Definitions

from The American Heritage® Dictionary of the English Language, 5th Edition.

  • transitive verb To offer for consideration or action; propose.
  • transitive verb To express or say indirectly.
  • transitive verb To make evident indirectly; intimate or imply.
  • transitive verb To bring or call to mind by logic or association; evoke.
  • transitive verb To serve as or provide a motive for; prompt or demand.

from The Century Dictionary.

  • To place before another's mind problematically; hint; intimate; insinuate; introduce to another's mind by the prompting of an indirect or mediate association.
  • To act, as an idea, so as to call up (another idea) by virtue either of an association or of a natural connection between the ideas.
  • To seduce; tempt; tempt away (from).
  • Synonyms Intimate, Insinuate, etc. See hint.
  • To indicate, prompt, advise, remind of.
  • To make suggestions; be tempting; present thoughts or motives with indirectness or with diffidence to the mind.

from the GNU version of the Collaborative International Dictionary of English.

  • transitive verb To introduce indirectly to the thoughts; to cause to be thought of, usually by the agency of other objects.
  • transitive verb To propose with difference or modesty; to hint; to intimate.
  • transitive verb obsolete To seduce; to prompt to evil; to tempt.
  • transitive verb obsolete To inform secretly.
  • intransitive verb obsolete To make suggestions; to tempt.

from Wiktionary, Creative Commons Attribution/Share-Alike License.

  • verb transitive To imply but stop short of saying explicitly.
  • verb To make one suppose; cause one to suppose (something).
  • verb transitive To ask for without demanding.
  • verb transitive To recommend.

from WordNet 3.0 Copyright 2006 by Princeton University. All rights reserved.

  • verb call to mind
  • verb suggest the necessity of an intervention; in medicine
  • verb drop a hint; intimate by a hint
  • verb make a proposal, declare a plan for something
  • verb imply as a possibility

Etymologies

from The American Heritage® Dictionary of the English Language, 4th Edition

[Latin suggerere, suggest- : sub-, up; see sub– + gerere, to carry.]

from Wiktionary, Creative Commons Attribution/Share-Alike License

From Latin suggerere ("to carry or bring under, furnish, supply, excite, advise, suggest"), from sub ("under") + gerere ("to bear, carry").

Support

Help support Wordnik (and make this page ad-free) by adopting the word suggest.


Word for word, repeat each record that follows.

RECORDS SHOWN:
#####
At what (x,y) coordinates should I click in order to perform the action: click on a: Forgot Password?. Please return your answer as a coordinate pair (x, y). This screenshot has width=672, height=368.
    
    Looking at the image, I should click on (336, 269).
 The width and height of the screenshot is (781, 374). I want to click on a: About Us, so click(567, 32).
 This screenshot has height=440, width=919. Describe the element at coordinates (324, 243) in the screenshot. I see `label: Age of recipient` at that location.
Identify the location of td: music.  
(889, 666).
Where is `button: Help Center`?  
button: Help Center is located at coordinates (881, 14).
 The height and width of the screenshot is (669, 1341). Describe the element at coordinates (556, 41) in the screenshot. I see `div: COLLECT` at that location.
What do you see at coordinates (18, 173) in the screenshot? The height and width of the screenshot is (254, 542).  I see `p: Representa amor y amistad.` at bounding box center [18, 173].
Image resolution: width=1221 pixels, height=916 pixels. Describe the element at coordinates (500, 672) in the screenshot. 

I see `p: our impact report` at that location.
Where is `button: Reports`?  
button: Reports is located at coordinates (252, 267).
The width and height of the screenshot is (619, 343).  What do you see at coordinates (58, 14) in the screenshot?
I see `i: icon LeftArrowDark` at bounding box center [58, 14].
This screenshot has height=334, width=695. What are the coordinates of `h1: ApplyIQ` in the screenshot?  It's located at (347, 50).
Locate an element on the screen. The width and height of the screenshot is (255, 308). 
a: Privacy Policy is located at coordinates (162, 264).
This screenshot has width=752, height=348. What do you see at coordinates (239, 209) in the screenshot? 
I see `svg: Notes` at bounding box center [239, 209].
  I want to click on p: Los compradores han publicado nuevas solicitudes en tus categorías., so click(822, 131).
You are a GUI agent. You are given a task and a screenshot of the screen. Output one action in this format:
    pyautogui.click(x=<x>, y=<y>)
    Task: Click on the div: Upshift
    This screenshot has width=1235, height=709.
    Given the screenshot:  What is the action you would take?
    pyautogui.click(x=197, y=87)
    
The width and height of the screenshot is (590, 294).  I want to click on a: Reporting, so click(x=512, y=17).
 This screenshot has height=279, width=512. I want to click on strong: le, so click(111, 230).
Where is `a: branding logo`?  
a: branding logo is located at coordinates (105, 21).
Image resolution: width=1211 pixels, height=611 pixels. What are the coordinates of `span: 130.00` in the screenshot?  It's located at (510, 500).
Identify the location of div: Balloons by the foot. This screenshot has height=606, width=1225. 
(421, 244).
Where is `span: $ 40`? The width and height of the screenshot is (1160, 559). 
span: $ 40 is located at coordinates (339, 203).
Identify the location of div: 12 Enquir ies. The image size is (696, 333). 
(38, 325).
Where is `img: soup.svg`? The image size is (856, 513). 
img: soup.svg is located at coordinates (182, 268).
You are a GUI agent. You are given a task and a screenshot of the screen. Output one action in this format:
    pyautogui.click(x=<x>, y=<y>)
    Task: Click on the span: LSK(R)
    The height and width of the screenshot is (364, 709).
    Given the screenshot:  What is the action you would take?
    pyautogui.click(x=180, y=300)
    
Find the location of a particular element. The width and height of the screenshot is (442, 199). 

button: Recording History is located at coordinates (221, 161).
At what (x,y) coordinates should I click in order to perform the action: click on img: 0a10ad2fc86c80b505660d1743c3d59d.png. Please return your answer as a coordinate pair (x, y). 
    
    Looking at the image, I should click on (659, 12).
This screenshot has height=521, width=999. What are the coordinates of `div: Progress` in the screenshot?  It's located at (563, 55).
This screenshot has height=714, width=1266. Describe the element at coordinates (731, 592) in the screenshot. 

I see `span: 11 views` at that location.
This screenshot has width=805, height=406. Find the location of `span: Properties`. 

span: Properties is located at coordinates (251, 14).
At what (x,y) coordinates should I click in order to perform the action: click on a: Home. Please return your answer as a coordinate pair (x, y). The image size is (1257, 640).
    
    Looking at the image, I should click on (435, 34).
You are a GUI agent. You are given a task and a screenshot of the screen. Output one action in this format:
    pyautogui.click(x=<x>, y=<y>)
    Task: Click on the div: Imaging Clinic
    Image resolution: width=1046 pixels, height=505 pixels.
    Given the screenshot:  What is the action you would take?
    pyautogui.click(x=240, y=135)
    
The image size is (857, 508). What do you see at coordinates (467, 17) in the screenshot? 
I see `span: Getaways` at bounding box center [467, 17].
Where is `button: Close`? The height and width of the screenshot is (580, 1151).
#####
EXERCISE RESULT:
At what (x,y) coordinates should I click in order to perform the action: click on a: Forgot Password?. Please return your answer as a coordinate pair (x, y). This screenshot has width=672, height=368.
    
    Looking at the image, I should click on (336, 269).
 The width and height of the screenshot is (781, 374). I want to click on a: About Us, so click(567, 32).
 This screenshot has height=440, width=919. Describe the element at coordinates (324, 243) in the screenshot. I see `label: Age of recipient` at that location.
Identify the location of td: music.  
(889, 666).
Where is `button: Help Center`?  
button: Help Center is located at coordinates (881, 14).
 The height and width of the screenshot is (669, 1341). Describe the element at coordinates (556, 41) in the screenshot. I see `div: COLLECT` at that location.
What do you see at coordinates (18, 173) in the screenshot? The height and width of the screenshot is (254, 542).  I see `p: Representa amor y amistad.` at bounding box center [18, 173].
Image resolution: width=1221 pixels, height=916 pixels. Describe the element at coordinates (500, 672) in the screenshot. 

I see `p: our impact report` at that location.
Where is `button: Reports`?  
button: Reports is located at coordinates (252, 267).
The width and height of the screenshot is (619, 343).  What do you see at coordinates (58, 14) in the screenshot?
I see `i: icon LeftArrowDark` at bounding box center [58, 14].
This screenshot has height=334, width=695. What are the coordinates of `h1: ApplyIQ` in the screenshot?  It's located at (347, 50).
Locate an element on the screen. The width and height of the screenshot is (255, 308). 
a: Privacy Policy is located at coordinates (162, 264).
This screenshot has width=752, height=348. What do you see at coordinates (239, 209) in the screenshot? 
I see `svg: Notes` at bounding box center [239, 209].
  I want to click on p: Los compradores han publicado nuevas solicitudes en tus categorías., so click(822, 131).
You are a GUI agent. You are given a task and a screenshot of the screen. Output one action in this format:
    pyautogui.click(x=<x>, y=<y>)
    Task: Click on the div: Upshift
    This screenshot has width=1235, height=709.
    Given the screenshot:  What is the action you would take?
    pyautogui.click(x=197, y=87)
    
The width and height of the screenshot is (590, 294).  I want to click on a: Reporting, so click(x=512, y=17).
 This screenshot has height=279, width=512. I want to click on strong: le, so click(111, 230).
Where is `a: branding logo`?  
a: branding logo is located at coordinates (105, 21).
Image resolution: width=1211 pixels, height=611 pixels. What are the coordinates of `span: 130.00` in the screenshot?  It's located at (510, 500).
Identify the location of div: Balloons by the foot. This screenshot has height=606, width=1225. 
(421, 244).
Where is `span: $ 40`? The width and height of the screenshot is (1160, 559). 
span: $ 40 is located at coordinates (339, 203).
Identify the location of div: 12 Enquir ies. The image size is (696, 333). 
(38, 325).
Where is `img: soup.svg`? The image size is (856, 513). 
img: soup.svg is located at coordinates (182, 268).
You are a GUI agent. You are given a task and a screenshot of the screen. Output one action in this format:
    pyautogui.click(x=<x>, y=<y>)
    Task: Click on the span: LSK(R)
    The height and width of the screenshot is (364, 709).
    Given the screenshot:  What is the action you would take?
    pyautogui.click(x=180, y=300)
    
Find the location of a particular element. The width and height of the screenshot is (442, 199). 

button: Recording History is located at coordinates (221, 161).
At what (x,y) coordinates should I click in order to perform the action: click on img: 0a10ad2fc86c80b505660d1743c3d59d.png. Please return your answer as a coordinate pair (x, y). 
    
    Looking at the image, I should click on (659, 12).
This screenshot has height=521, width=999. What are the coordinates of `div: Progress` in the screenshot?  It's located at (563, 55).
This screenshot has height=714, width=1266. Describe the element at coordinates (731, 592) in the screenshot. 

I see `span: 11 views` at that location.
This screenshot has width=805, height=406. Find the location of `span: Properties`. 

span: Properties is located at coordinates (251, 14).
At what (x,y) coordinates should I click in order to perform the action: click on a: Home. Please return your answer as a coordinate pair (x, y). The image size is (1257, 640).
    
    Looking at the image, I should click on (435, 34).
You are a GUI agent. You are given a task and a screenshot of the screen. Output one action in this format:
    pyautogui.click(x=<x>, y=<y>)
    Task: Click on the div: Imaging Clinic
    Image resolution: width=1046 pixels, height=505 pixels.
    Given the screenshot:  What is the action you would take?
    pyautogui.click(x=240, y=135)
    
The image size is (857, 508). What do you see at coordinates (467, 17) in the screenshot? 
I see `span: Getaways` at bounding box center [467, 17].
Where is `button: Close`? The height and width of the screenshot is (580, 1151).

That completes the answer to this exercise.